John Cowan wrote:
> On 11/7/07, Jochen Theodorou <[EMAIL PROTECTED]> wrote:
> 
>> well there is at last the problem that you will need root rights to
>> start the server. Root rights are to be avoided as much as possible.
>> that's a general rule. If it is not possible, then there must be a very
>> good reason for this or no sane administrator will install that software
>> and a normal user couldn't.
> 
> I don't mean a multi-user server; I mean multiple instances of the server,
> one per user.  Thus on my workstation "jcowan" runs one server, which
> takes requests only from processes that can prove they are jcowan
> by presenting the secret stored in /home/jcowan/.railgun/secret;
> "root" runs another server, which correspondingly insists on being
> handed the secret from /root/.railgun/secret.  Other users that run
> processes could have their own servers as needed.

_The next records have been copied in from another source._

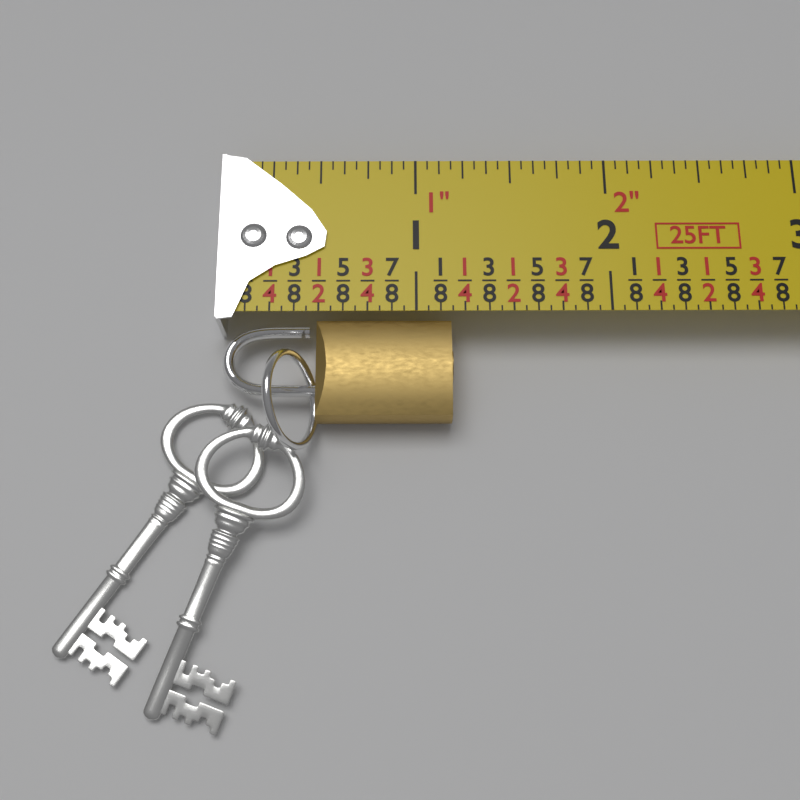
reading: 1.1875 in
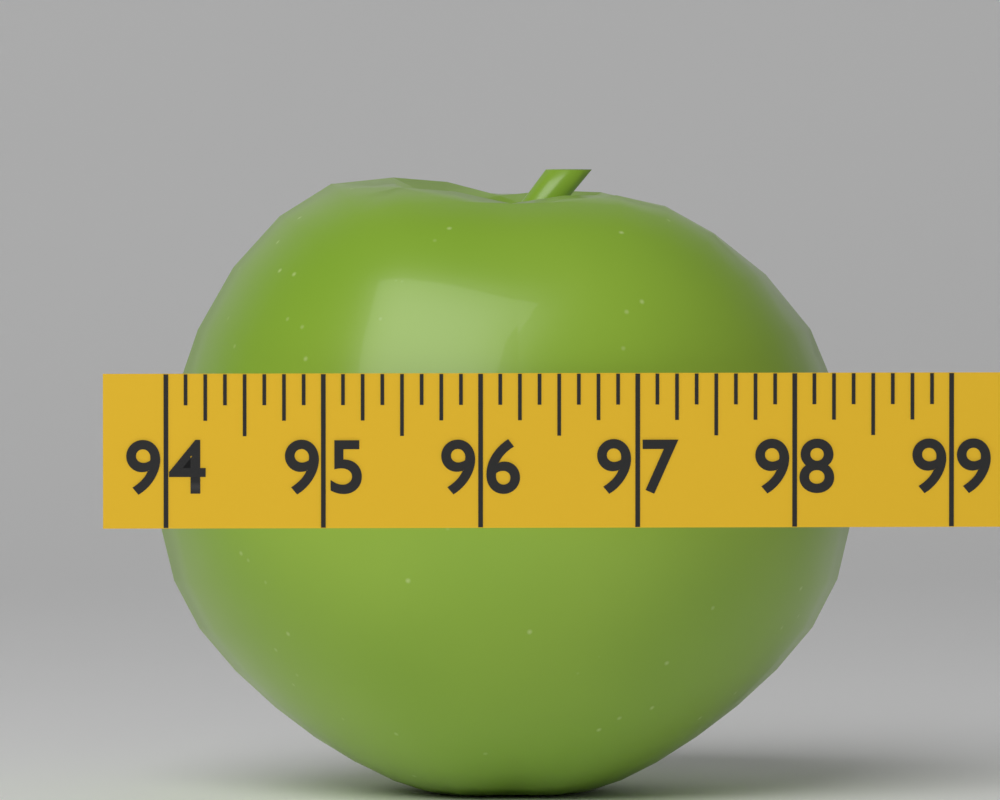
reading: 98.500 (no unit)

This is the model I intend for the JRuby Nailgun server; users start up 
the server on their own, with their own permissions. And Tom's idea 
resolves any possible concerns about other users using your server.

This is NOT intended to be a solution whereby you'd run a single server 
for an entire machine over multiple users. There's way too many sticky 
issues with that. But having each user run a 25-50MB process when they 
log in and piping all their commands through it seems a lot more 
efficient than spinning up a 25-50MB process every time they run something.